I would love to hear your thoughts on the results and if you took part, would like to hear your experiences on your week! A few months on, are you still reducing your waste or have old habits slipped back in?
Hi Mrs Green,
Surveys from the Zero Waste Week are useful in improving future performance, since the more people including traders, are involved the bigger the response. The 50% reduction in landfill from the hundreds who replied is an excellent achievement. Incentives might help increase the numbers next time as well as the natural improvement with experience. The findings gel with our various experiences which indicates the truthful basis for the survey and our trend.

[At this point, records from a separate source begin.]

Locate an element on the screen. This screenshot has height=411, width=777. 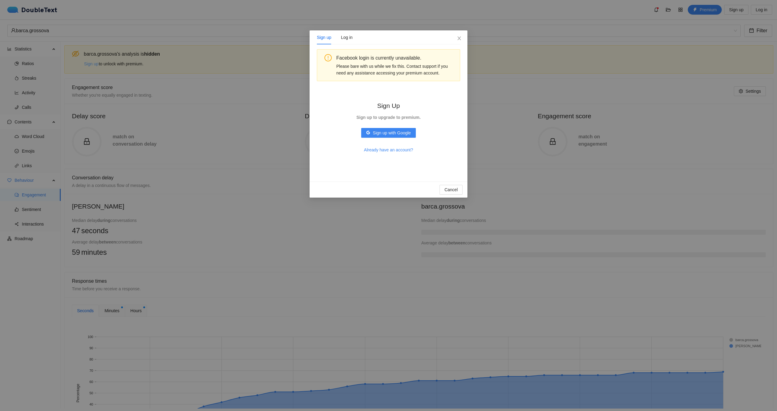
button: googleSign up with Google is located at coordinates (388, 133).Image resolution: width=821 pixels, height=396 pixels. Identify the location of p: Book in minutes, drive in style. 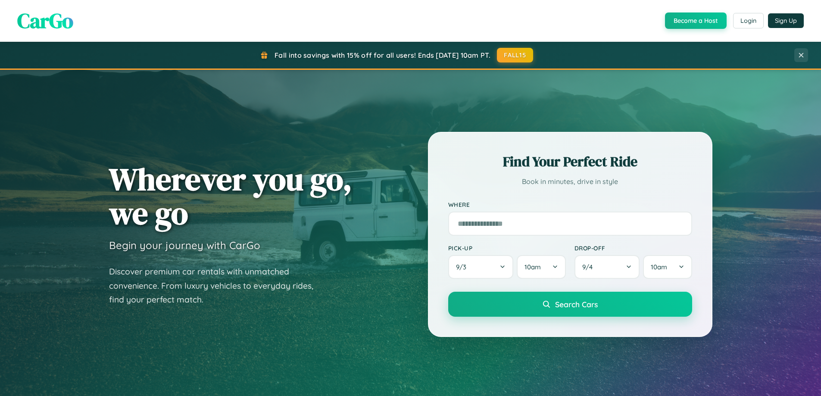
(570, 181).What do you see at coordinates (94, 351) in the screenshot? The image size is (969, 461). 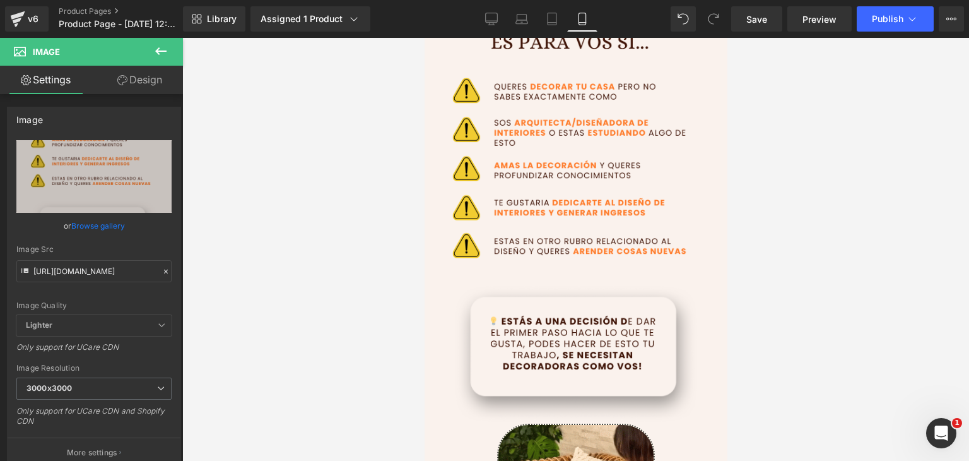 I see `div: Only support for UCare CDN` at bounding box center [94, 351].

Despite our own achievements it has to be said that many others are less inclined towards Zero Waste, including family and friends. Yesterday such a situation resulted when I was presented with a box of toffees and a cake box, the latter due to Sunday shopping where most local bakers are closed. The cakes were shared out for the family visitors and toffees opened later. This will raise the quarter waste total a bit but is not a threat to the 5 year target, if prevented in future. Gifts of sweets are a particular problem, best avoided, while home baking can provide cakes for Sunday visits.
Hi John, I think the results were so promising, but I fear nothing will get done with them. They stated that the 60% target could be easily achievable, and in the same week a story is in our local paper about ANOTHER proposed site for an incinerator.
An incinerator still remains the ‘easy option’ rather than re-educating people and putting better recycling facilities into place.
Hi Mrs Green,
The incinerator projects will continue, until better alternatives are established. New Earth Solutions, on LetsRecycle today, initiated projects for pyrolysis and gasification as renewable energy sources. This is a pioneering effort to test safety and environmental aspects, with the prospect of expansion to its other sites throughout the country. If successful, EfW will be eclipsed as a non-renewable source of energy, with environmental hazards.
In Corby, children were born with severe birth defects, hand development was the main side-effect, arguably over toxic waste exposure from a disused coal plant which was landscaped by the local council. The council are appealing against a court decision which laid blame at their negligence in creating clouds of toxic dust over the nearby community. The whole episode just highlights the toxic waste issue which comes with EfW.
John, the story of children in Corby is devastating; is it resolved yet or is this a new story? I’d not heard of it until you mentioned it.
Hi Mrs Green,
The Council have appealed the decision against them, which is their right. The story is a long-running campaign by the affected families lasting possibly decades. This was before toxic waste, from EfW, became an issue since coal burning produces its own type of toxic waste needing separate landfilling/burial?
The accidental release of this toxic dust cloud, derived from coal burning, highlights the risks in longterm storage of such material. Far better to find alternative ways of dealing with municipal waste which do not produce this unwanted endproduct.